Mourning Becomes Electra Summary

How It All Goes Down

The first part of O'Neill's trilogy is called Homecoming, and it begins with the end—the end of the Civil War, that is.

Lavinia Mannon is crazy excited for the return of her father, Brigadier General Ezra Mannon, and her brother, Orin Mannon, both of whom have been fighting for the Union during the war. Seth Beckwith, an old groundskeeper who's worked for the Mannons for decades, tells Lavinia that he's worried that Captain Adam Brant—a single sea captain who's been spending a little too much quality time with Lavinia's mom Christine—may actually be the illegitimate child of Lavinia's long-lost great uncle, who was disowned for having an affair with a nursemaid and getting her pregnant.

Not long after that, Lavinia sees Brant coming up the driveway. Lavinia's nasty insinuations about his low-class mother are so insulting that eventually Brant admits to being the illegitimate son of Lavinia's (not-so) great uncle.

Still with us?

Lavinia storms off and starts an argument with her mother, Christine, who admits that she's sleeping with Brant and knows all about his past. Lavinia threatens to tell Ezra everything if Christine doesn't stop messing around with Brant. Then she storms off again. (Is it just us, or is there a pattern, here?)

Desperate, Christine manipulates Brant into helping her poison her husband. The night that Ezra returns home from the war, Christine ends up murdering him by swapping out his heart medicine for tabs of arsenic. Ezra dies, but not before he manages to clue Lavinia in to the fact that Christine killed him.

It's two days after Ezra Mannon's murder at the start of The Hunted, the second play in O'Neill's trilogy. Lavinia's still furious, and Christine's terrified of what she might do. Lavinia manages to convince Orin—who's way, way too devoted to his mother (seriously, it's creepy)—that Christine's having an affair with Brant and that both of them conspired to murder their father.

A couple of days and some heated arguments later, Orin and Lavinia make their way down to the harbor where Brant's ship is docked. Orin, in what looks a lot like a jealous rage, puts a bullet into Brant. Lavinia and Orin steal a bunch of stuff from the ship and dump it into the water to make it look like a robbery. Then they go home and confront Christine, letting her know that they just killed her lover. Apparently overcome with grief, Christine goes inside the Mannon home and kills herself.

On that cheerful note, we head off into The Haunted, the third play of the trilogy. Orin and Lavinia have just gotten back from a long vacation in the South Seas, and they run into their two friends (and soon-to-be more than friends) Peter and Hazel.

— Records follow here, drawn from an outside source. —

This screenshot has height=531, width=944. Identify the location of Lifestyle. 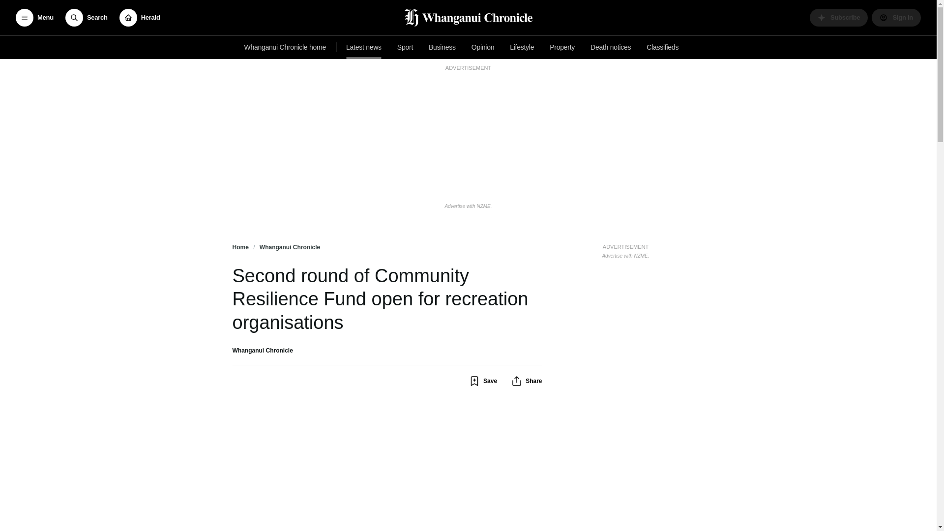
(522, 47).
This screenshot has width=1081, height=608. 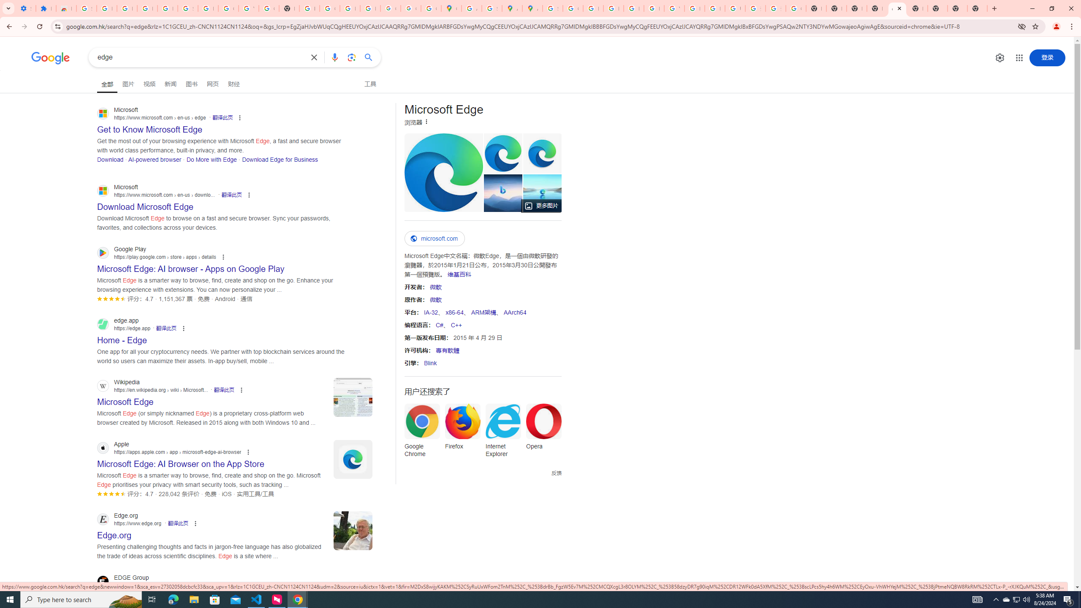 I want to click on Sign in - Google Accounts, so click(x=86, y=8).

Lavinia looks healthy, hot, and happy; Peter insists she looks a lot like her dead mother. Orin, on the other hand, is a hot mess of guilt and borderline insanity.

Lavinia tries to manage her brother's moods, and is super worried he'll tell somebody they murdered Brant. Everybody tries to make the best of it while Orin seems to get weirder and weirder. Consumed by guilt, and wanting to rejoin mommy, he kills himself, even though he was supposed to marry Hazel. Lavinia, who was supposed to marry Peter, lies about having an affair so he'll dump her, which he does.

Lavinia decides that she's doomed to live out her days in the Mannon home, surrounded by the ghosts of her dead relatives, as punishment for what her family's done. Guilt's going to keep her company for the rest of her life, and the play ends as Lavinia retreats into the house forever.